Once you've got the above issues clear, actually performing the guess
is fairly easy. As you point out, it's a bit much to search through
every zone file each time, at least if you're doing this regularly, so
it's sensible to build an abbreviation-to-whatever index. Generating the
index is trivial, by a single pass through every zone file. Depending on
application, you might want to limit the indexing to abbreviations used
in the last N years (so no "LMT" outlier).
Looking up an abbreviation in the index will give you a small list of
candidate offsets. If you want to be clever, you could try narrowing
down the list further by checking the slightly larger list of candidate
geographical timezones, to see whether the abbreviation is meant to be
in use at the time of year that the time expression appears to depict.
>How would one even start querying a user.
If you've got a user to query, you can do this properly. You usually want
to know a user's timezone for output purposes. Usually a geographical
civil timezone, and you *do* want to distinguish America/Denver from
America/Phoenix. The zone.tab file provides a convenient structure
for this, based on contemporary political geography. You end up with
a dialogue going something like "what continent are you in?" "Asia"
"which of these countries?" "Japan" "right, you'll be wanting Asia/Tokyo".
Countries with multiple timezones get an additional question, "is that
east or west Uzbekistan?". tzselect.ksh in the tz distribution implements
this system in a simple way. Some refinements are possible, such as
displaying the current time (and abbreviation) in each candidate zone.
If, bizarrely, you've got "JST" from a user, and then want to ask
to disambiguate (or confirm) it, that'll be a much shorter line of
questioning. Use the index discussed above to get a list of candidate
geographical zones, and then show them to the user (possibly using the
descriptions from zone.tab, though they don't cover all zones in the
database, this isn't what they're for), and ask the user to pick one.

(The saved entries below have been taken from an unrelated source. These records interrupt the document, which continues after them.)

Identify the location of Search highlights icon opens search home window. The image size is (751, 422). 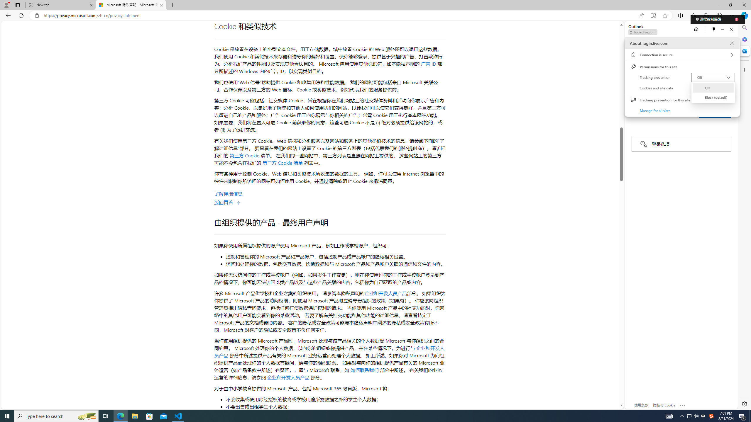
(7, 416).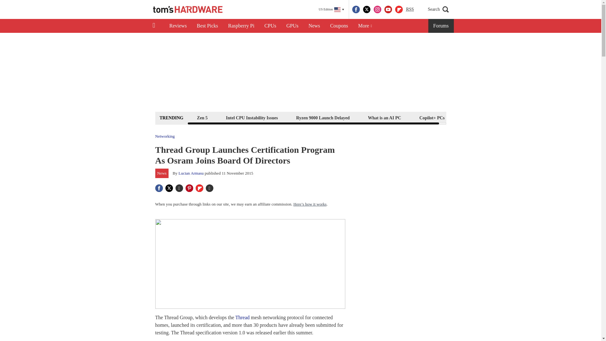 The height and width of the screenshot is (341, 606). I want to click on GPUs, so click(292, 26).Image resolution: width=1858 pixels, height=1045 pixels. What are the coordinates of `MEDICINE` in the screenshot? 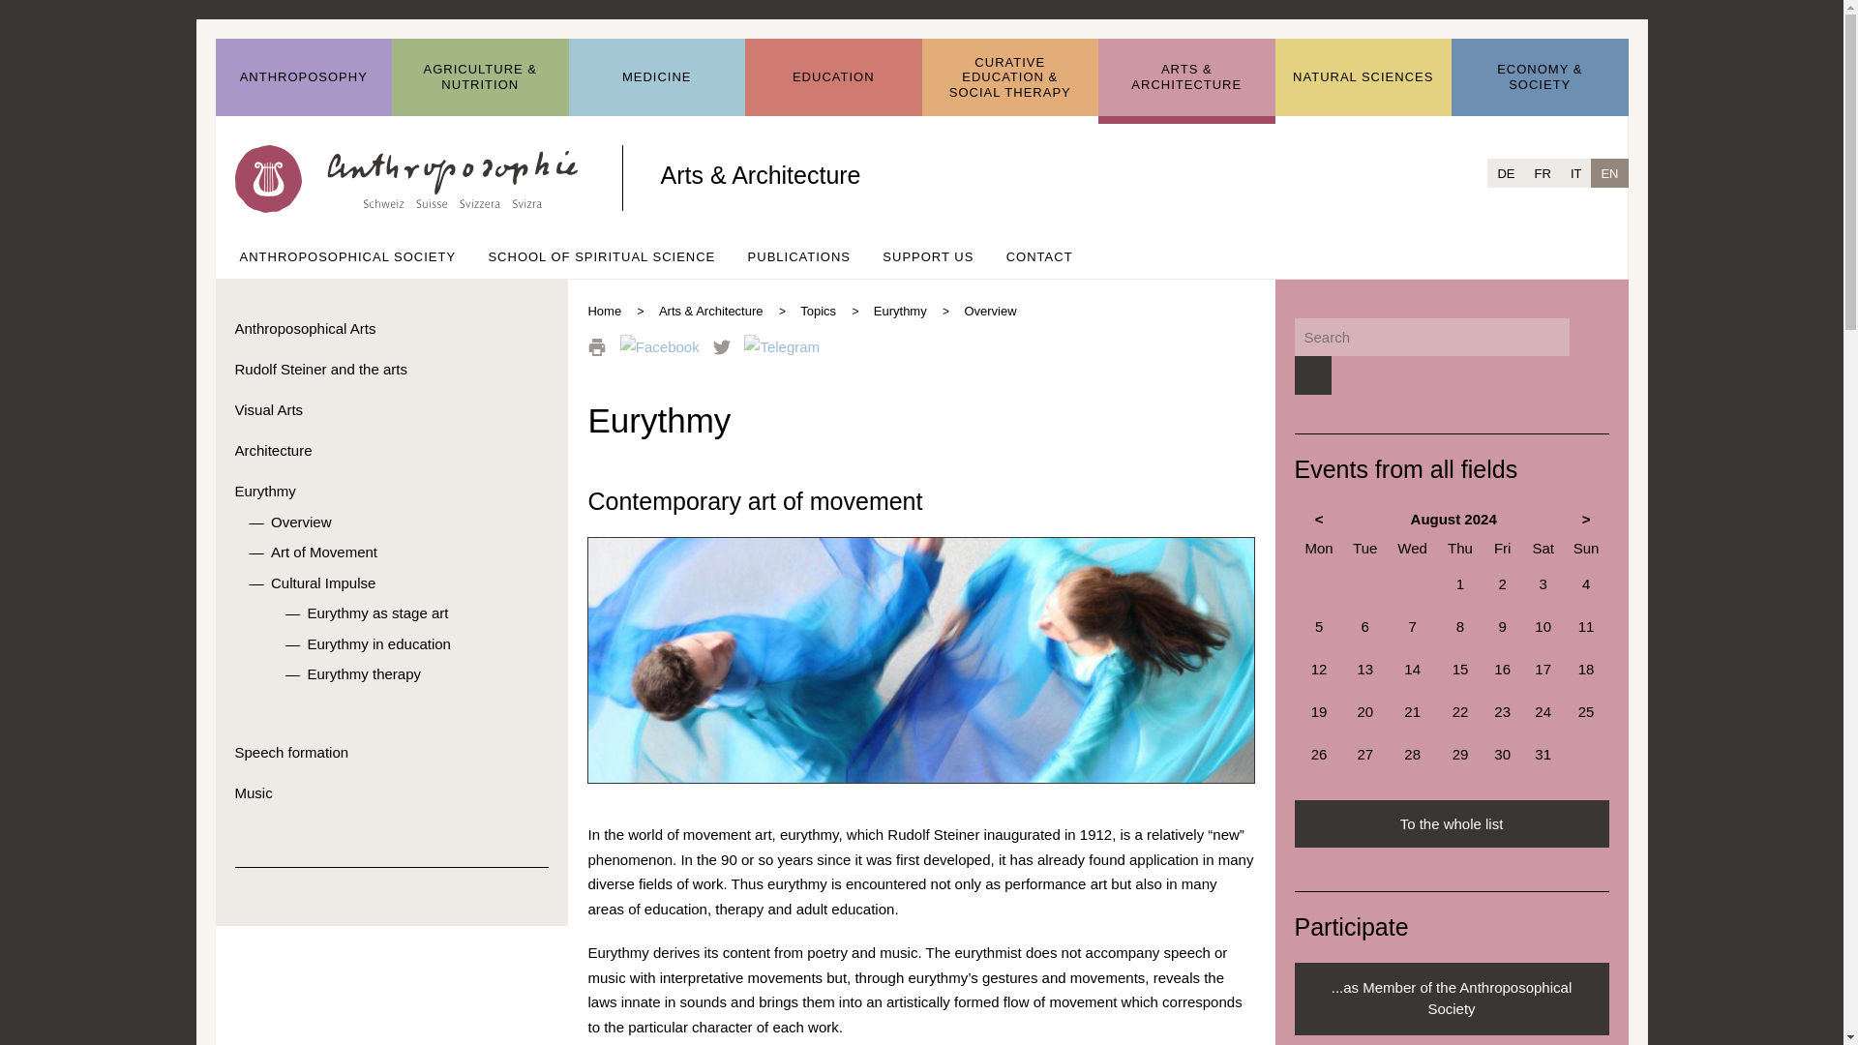 It's located at (657, 77).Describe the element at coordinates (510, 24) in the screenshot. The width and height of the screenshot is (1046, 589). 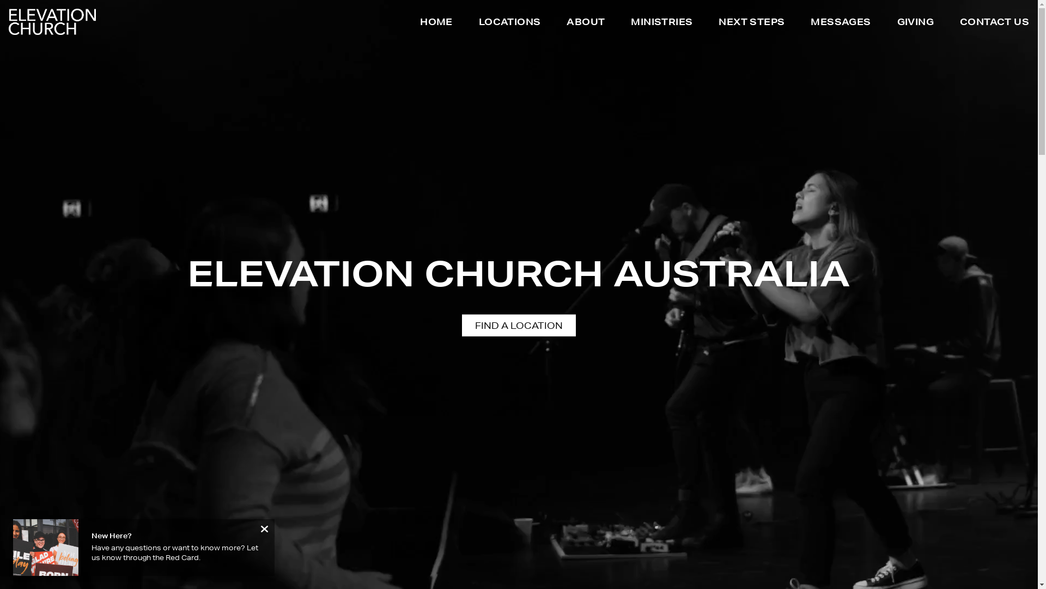
I see `LOCATIONS` at that location.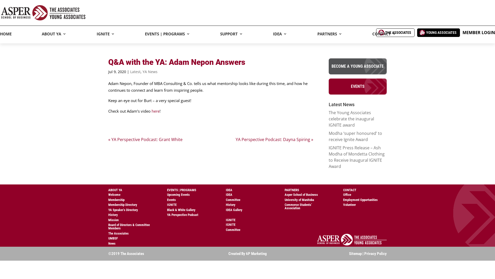 The image size is (495, 279). I want to click on The Young Associates celebrate the inaugural IGNITE award, so click(352, 119).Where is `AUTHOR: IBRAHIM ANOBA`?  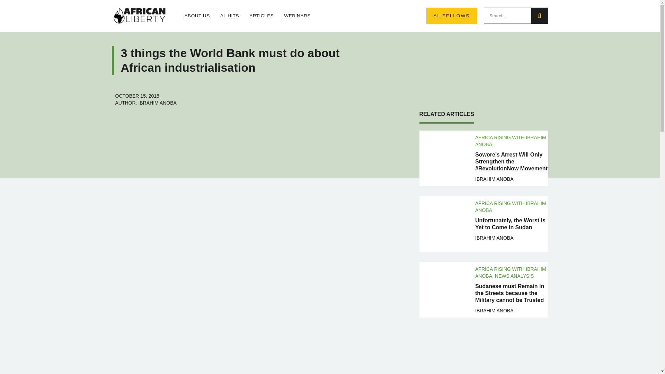
AUTHOR: IBRAHIM ANOBA is located at coordinates (145, 102).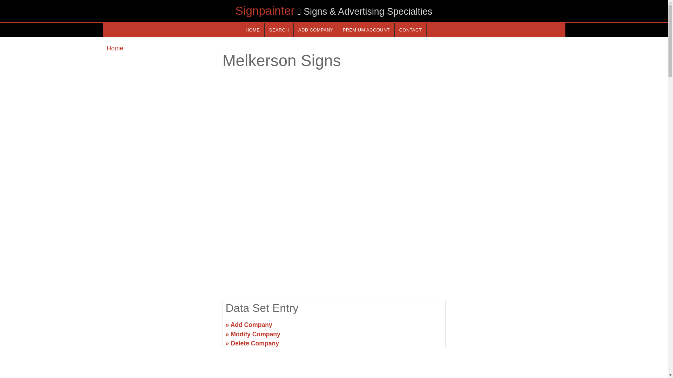  I want to click on PREMIUM ACCOUNT, so click(366, 29).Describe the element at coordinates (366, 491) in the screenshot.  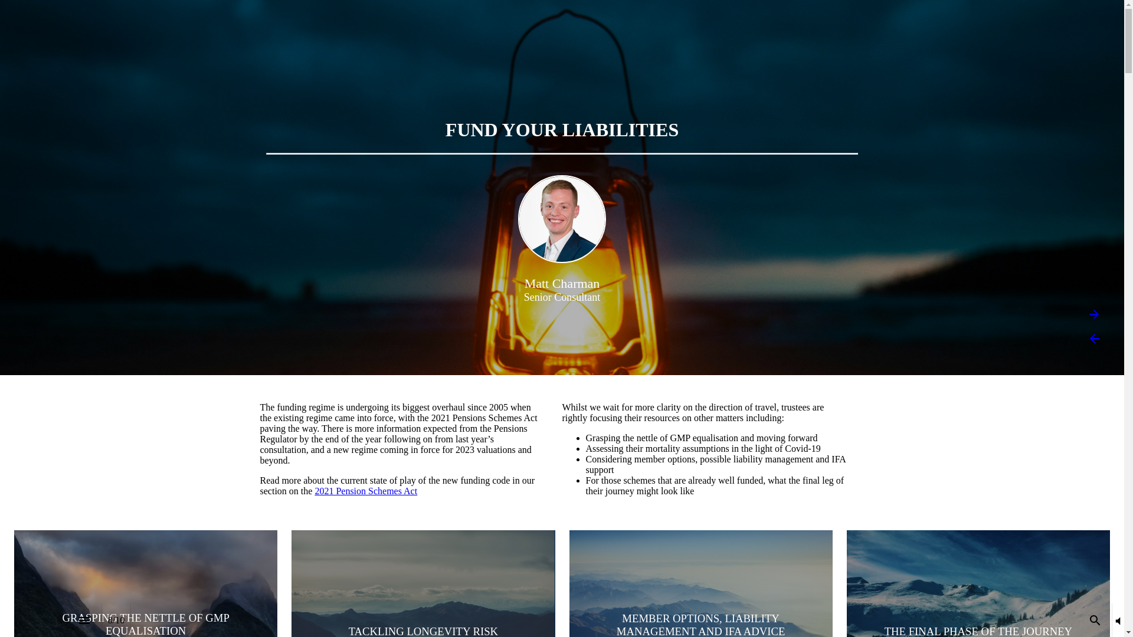
I see `2021 Pension Schemes Act` at that location.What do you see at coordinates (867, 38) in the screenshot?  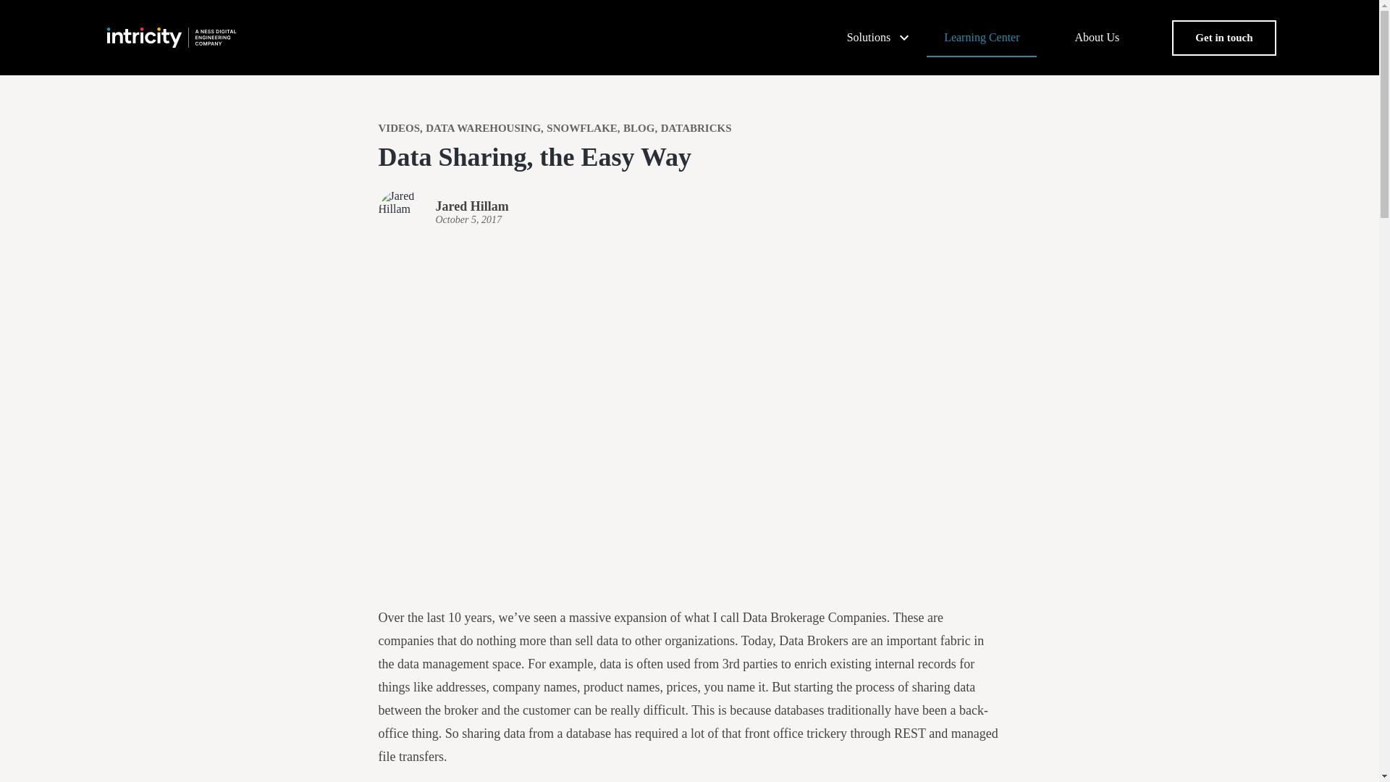 I see `Solutions` at bounding box center [867, 38].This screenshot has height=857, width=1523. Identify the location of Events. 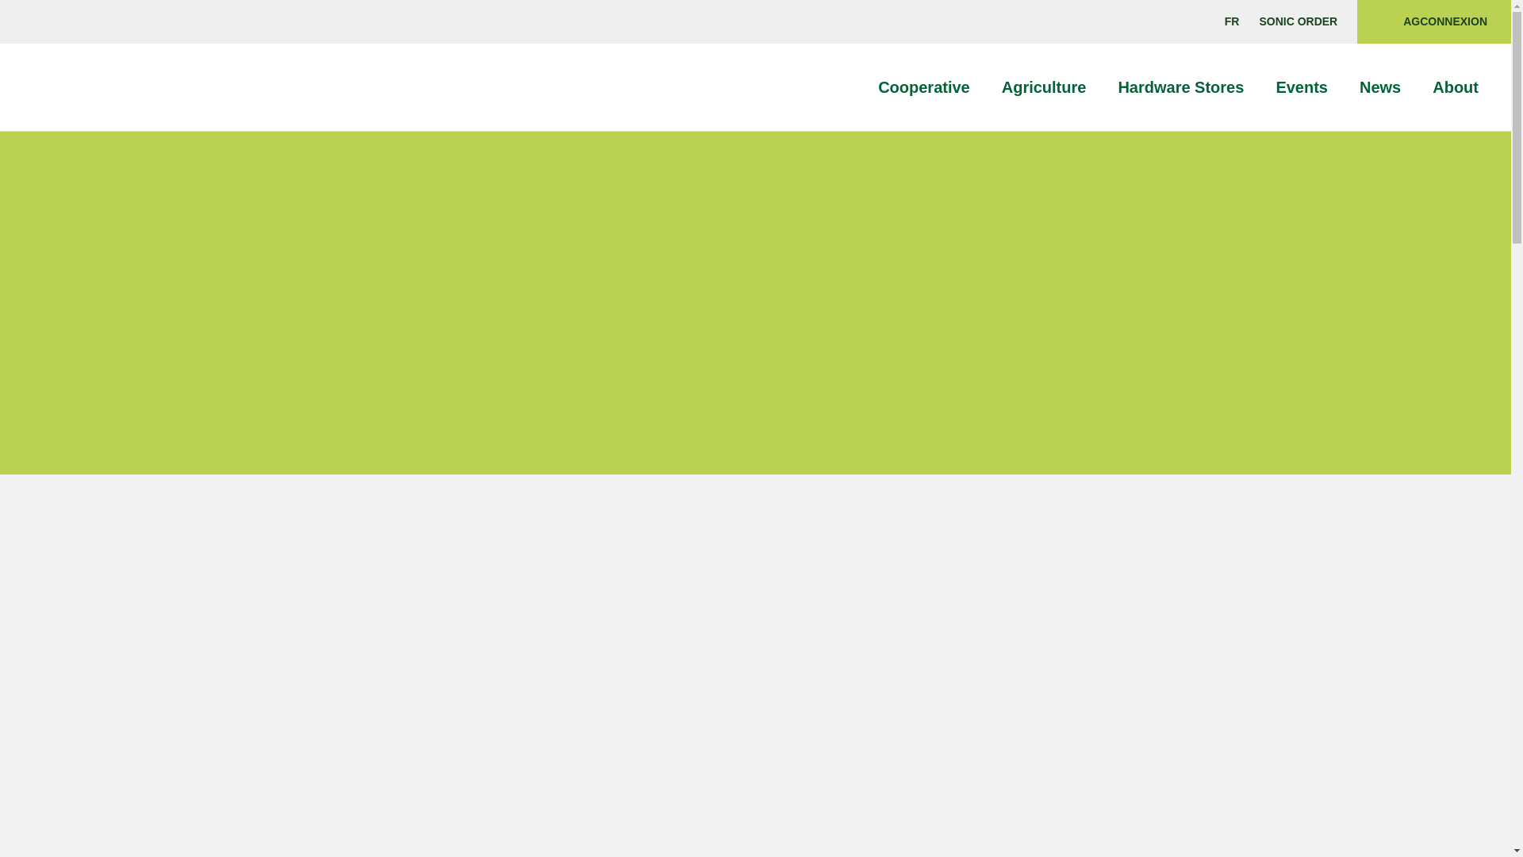
(1309, 87).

Here's a very crude version of this type of search:
$ for TZ in $(comm -23 \
=(grep -wl JST /usr/share/zoneinfo/posix/**/*(.) | \
sed 's,.*posix/,,' | sort) \
=(grep '^Link' ~/tmp/tz/* | awk '{print $3}' | sort)); do
date +'%a %H:%M %Z%t'$TZ;
done
Thu 20:31 TLT Asia/Dili
Thu 19:31 HKT Asia/Hong_Kong
Thu 18:31 WIT Asia/Jakarta
Thu 19:31 MYT Asia/Kuala_Lumpur
Thu 19:31 MYT Asia/Kuching
Thu 19:31 CIT Asia/Makassar
Thu 19:31 PHT Asia/Manila
Thu 18:31 WIT Asia/Pontianak
Thu 18:01 MMT Asia/Rangoon
Thu 22:31 SAKT Asia/Sakhalin
Thu 19:31 SGT Asia/Singapore
Thu 20:31 JST Asia/Tokyo
Thu 23:31 NRT Pacific/Nauru
Obviously, grep is just turning up every zone that has ever used "JST"
at all, possibly with some false positives. You can do better by
properly parsing the tzfiles. You can limit to zones that have used
the abbreviation recently, and so on.
>What if your application shouldn't interact to convert to
>local time display?
It'll still need some kind of input to determine which timezone to use.
A zone abbreviation is a rather unlikely form of such input. If you
can't get an explicit zone name input then you'll have to guess to some
extent, of course. GeoIP will give you a decent guess.